Gail: Long time. Then I realized that’s my foundation. That’s what I learned as a little girl was important and it brought me joy, and it had stuck with me all my life, and still does. I think those are three things that make a happy life.
Bryan: Okay. I want to go to the lightning round.
Gail: Here we are. We got through the crying.
Bryan: The questions here I have written as concisely as I can. You’re welcome to answer as long as you want. Question number one, and I’m going to qualify this, I’m learning from experience. Using an answer other than a box of chocolates, please complete the following sentence, life is like a …

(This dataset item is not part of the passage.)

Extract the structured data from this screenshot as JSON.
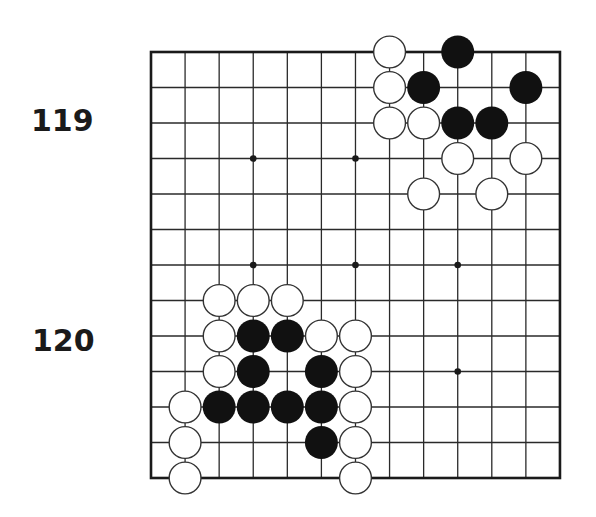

Gail: Life is like an adventure. There is always something new around the corner.
Bryan: I like that. Number two. Tell me something you wish you were better at.
Gail: Tell you something I wish I were better at. I wish I were better at being organized and being able to … I’m good at setting goals and I’m fairly good at meeting them, but the path between the thought and the completed goal is really rocky. I’d like to be able to do that better.
Bryan: Okay. Next question. If you were required every day for the rest of your life to wear a T-shirt with a slogan on it, or a phrase or a saying or a quote or a quip, what would the shirt say?
Gail: First of all, I hate shirts that have sayings on them, so that would be very hard for me, but it would be something positive. Maybe my little [inaudible 01:15:41] with a song, make others happy, serve gladly.
Bryan: Cool. What book have you gifted most often?
Gail: Probably my own. I don’t give books a lot. I think reading is a very personal thing, so I don’t do that a lot. I’ve given The Gift of the Sea. Is that-
Bryan: Lindbergh.
Gail: Lindbergh. A fair amount.
Bryan: Why have you given that book?
Gail: I think it’s a woman’s perspective on life and it’s just fun to see what other women think, and I’ve often heard women say, “Oh, that’s my favorite book.” That’s why. It’s not my favorite book. I don’t know that I have a favorite book.
Bryan: There’s so many great ones.
Gail: There are.
Bryan: You travel a lot. What’s one thing you do, maybe something you do or something you bring with you, when you travel that makes your travel less painful or more enjoyable?
Gail: These are very thought-provoking questions. I’ve changed. When I traveled with the family, I would have a checklist of things to pack and a checklist of things to do and a checklist of things that needed to be taken care of before I got back, and make sure all of those things were done, like pull the blinds down, make sure the doors are locked, make the beds, get the house cleaned so that when I got home, it was pleasant to come home. Now I’m pretty casual about traveling, so I just pack and go.
Bryan: Beautiful. I just want to point out right there by the way in your response to I wish I were better organized, and you described having a checklist, right?
Gail: Some things are easy. Some things are hard.
Bryan: Again, sometimes the thing we say we want we have, we just don’t experience ourselves as having-
Gail: Or we’re not as good at it as we wish we were.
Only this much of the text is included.